Not all vitamin C is vitamin C.
“Vitamin C” in skincare is not one ingredient — it is a category with at least a dozen derivatives, each with a different stability profile, a different mechanism, and a different body of evidence behind it. For Fitzpatrick IV–VI skin, that difference is not academic. Choosing the wrong form means choosing between an ingredient that irritates you into a new dark mark, one that works in theory but depends on your skin having the right enzyme, and one that has earned its position through actual clinical evidence.
Here is what the research shows, ranked from most studied to least.
You have been using the same vitamin C serum for months. Your skin is still reacting. The derivative on the label is the reason — and a research ranking exists.
L-ascorbic acid is the original and the benchmark. It has more published research behind it than all the other derivatives combined. The mechanism is direct: it inhibits tyrosinase by reducing dopaquinone back to DOPA before it can polymerize into melanin. It also neutralizes reactive oxygen species and stimulates collagen synthesis. The evidence for all of this is solid.
Post-inflammatory darkening from an irritating vitamin C serum is not a theoretical risk. It is a documented clinical pattern in skin of color practice.
L-ascorbic acid only penetrates the stratum corneum at a pH between 2.5 and 3.5 — close to vinegar. For Fitzpatrick IV–VI skin, that acidity can initiate the same inflammatory response the vitamin C is supposed to address. Sodium ascorbyl phosphate (SAP) at 5% solves this. The same brightening mechanism, at neutral pH, with no irritation risk. For this skin, SAP is often the correct clinical choice — not a compromise. The right tool for skin where the cost of an irritation event is a dark mark.
Five derivatives. Five different evidence stacks. The right one clears a dark mark. The wrong one starts a new one.
Post-inflammatory darkening from the wrong vitamin C derivative is not theoretical. It is a documented clinical pattern in skin of color practice.
Tetrahexyldecyl ascorbate (THD) is fat-soluble and reaches the dermis at concentrations that water-soluble forms generally do not. The mechanism is sound. The penetration is real. But the published clinical evidence — controlled trials in human skin, not only penetration models — is meaningfully thinner than for L-ascorbic acid or SAP. The right choice if your skin cannot tolerate L-AA’s pH and lipid-phase delivery is the priority.
3-O-ethyl ascorbic acid (EAA) is amphiphilic — stable across a wider pH range, no irritation risk, common in K-beauty formulations. Evidence falls between SAP and L-ascorbic acid. A reasonable alternative when SAP is not in the formula you need.
Ascorbyl glucoside (AA-2G) is the most stable and the least clinically proven. The mechanism is compelling in theory; the published comparative trial data is thin. Appropriate for maintenance. Not the form when a dark mark is active and needs addressing.
Match the derivative to your skin’s reactivity. The ranking is not a preference.
SAP at 5% — or EAA at 2–3%
Irritation risk eliminated. The correct clinical starting point for Fitzpatrick IV–VI skin with any history of inflammation-induced dark marks.
L-ascorbic acid 15–20%
Stabilized with ferulic acid and vitamin E at pH 2.5–3.5. Maximum potency. Introduce slowly and stop at any inflammatory response.
THD ascorbate in an oil serum
Deeper penetration than water-soluble derivatives. Thinner clinical evidence. Right when lipid-phase delivery is the priority and irritation must be avoided.
Ascorbyl glucoside
Most stable, least clinically proven. A legitimate option when stability is the priority. Not the choice when an active dark mark needs addressing.
The derivative matters. The research behind it matters. “Vitamin C” on a label could be any of these five forms — and equating them is how you end up treating a dark mark with something that can produce one. Check the ingredients list: L-ascorbic acid (or simply ascorbic acid) is the direct form. Sodium ascorbyl phosphate, ascorbyl tetraisopalmitate (THD), 3-O-ethyl ascorbic acid, and ascorbyl glucoside are the derivatives — each with a different evidence tier and a different irritation profile.
There is no clinical trial data stratified by Fitzpatrick type comparing all five head-to-head — which is itself an answer. The ranking is built from the evidence that exists. Use it.
If you change one thing today, make sure the vitamin C you are using is the one built for your skin’s reactivity — not the one built for the marketing.
Evaluate Your Products → Not sure what derivative you’re using? Evaluate it →
Reign in your skin
Doctor Djeli is an AI, trained on evidence-based dermatology and lived expertise in melanated skin — built by a real person who navigated this firsthand. Educational resource, not medical advice.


• EXERCISE DIRECTIONS
Scan the entries below for the word "size". Copy out every line in which it occurs.
[RECORDS FOR PROCESSING Boundary: Start]
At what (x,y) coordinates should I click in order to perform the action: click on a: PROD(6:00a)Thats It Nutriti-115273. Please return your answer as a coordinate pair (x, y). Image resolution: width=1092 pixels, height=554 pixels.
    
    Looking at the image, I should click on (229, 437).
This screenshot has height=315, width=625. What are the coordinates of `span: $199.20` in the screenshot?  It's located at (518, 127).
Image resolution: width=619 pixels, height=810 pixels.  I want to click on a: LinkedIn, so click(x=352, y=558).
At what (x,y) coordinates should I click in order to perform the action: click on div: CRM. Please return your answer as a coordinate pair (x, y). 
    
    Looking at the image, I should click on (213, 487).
[RECORDS FOR PROCESSING Boundary: End]
[RECORDS FOR PROCESSING Boundary: Start]
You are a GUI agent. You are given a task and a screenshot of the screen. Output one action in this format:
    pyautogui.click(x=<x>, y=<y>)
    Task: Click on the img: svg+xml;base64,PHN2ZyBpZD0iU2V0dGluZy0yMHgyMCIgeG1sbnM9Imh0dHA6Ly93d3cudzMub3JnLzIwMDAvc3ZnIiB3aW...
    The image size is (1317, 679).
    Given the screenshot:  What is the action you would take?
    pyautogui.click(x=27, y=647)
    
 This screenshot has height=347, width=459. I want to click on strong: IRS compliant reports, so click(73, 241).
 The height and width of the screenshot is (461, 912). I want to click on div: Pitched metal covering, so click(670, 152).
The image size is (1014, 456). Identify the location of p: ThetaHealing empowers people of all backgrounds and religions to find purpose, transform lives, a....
[RECORDS FOR PROCESSING Boundary: End]
[RECORDS FOR PROCESSING Boundary: Start]
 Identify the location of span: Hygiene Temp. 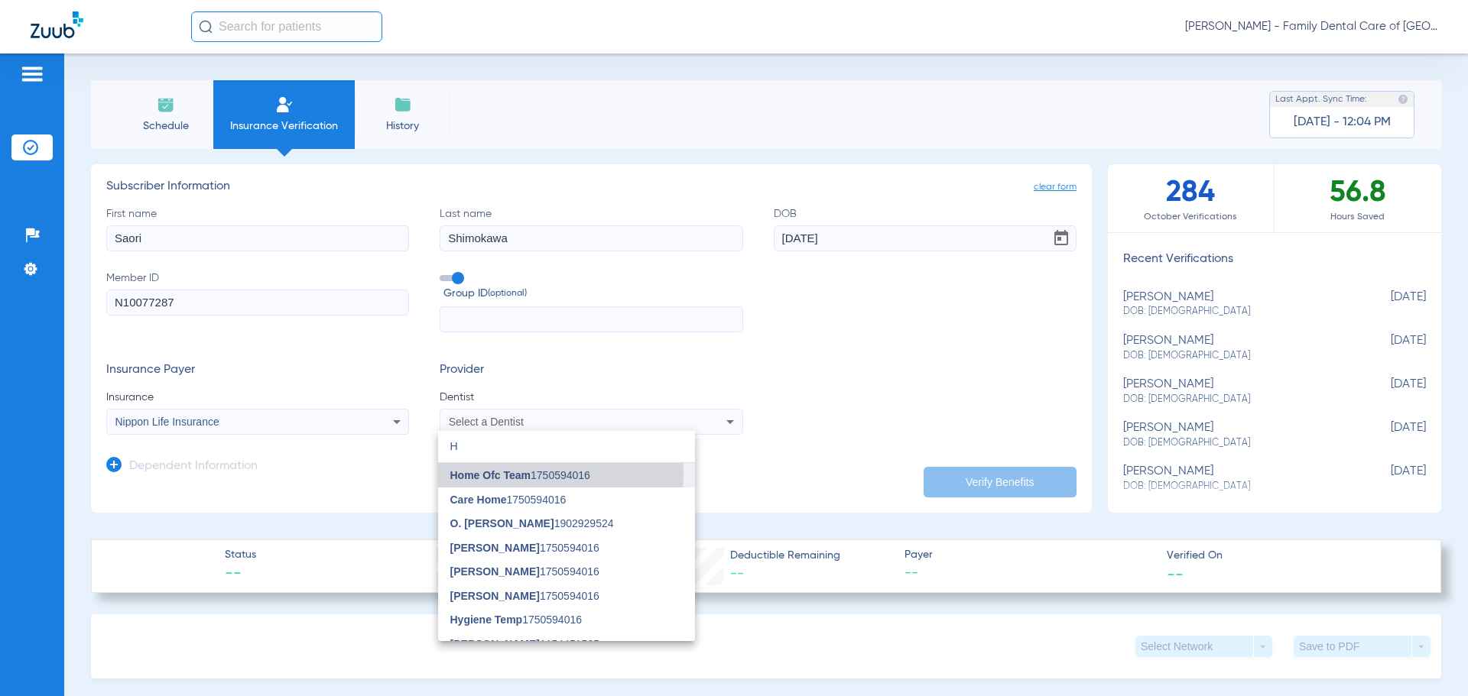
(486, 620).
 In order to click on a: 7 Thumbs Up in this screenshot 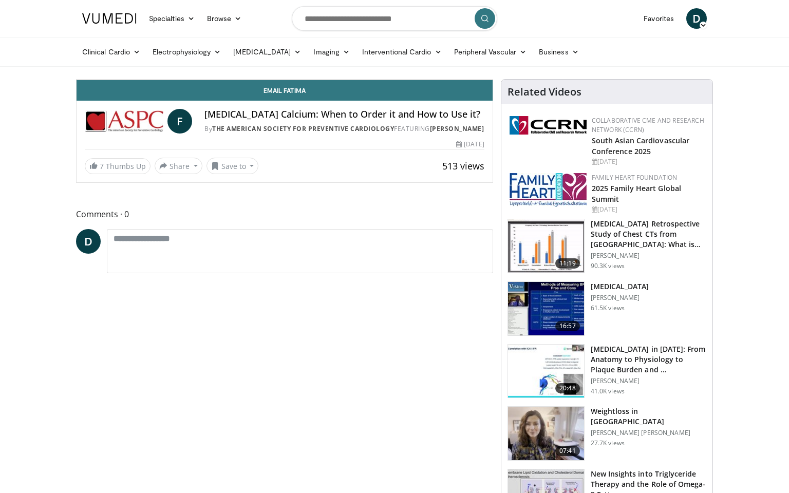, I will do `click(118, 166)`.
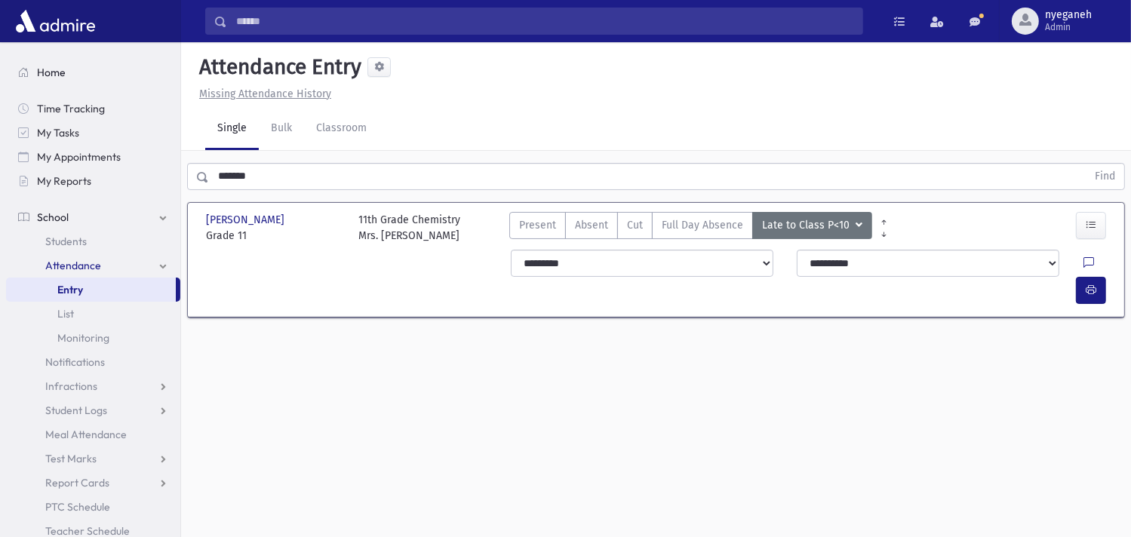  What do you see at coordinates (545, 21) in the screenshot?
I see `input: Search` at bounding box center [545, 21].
[RECORDS FOR PROCESSING Boundary: End]
• REPLY
    The image size is (1317, 679).
The image size is (1014, 456). Identify the location of p: ThetaHealing empowers people of all backgrounds and religions to find purpose, transform lives, a....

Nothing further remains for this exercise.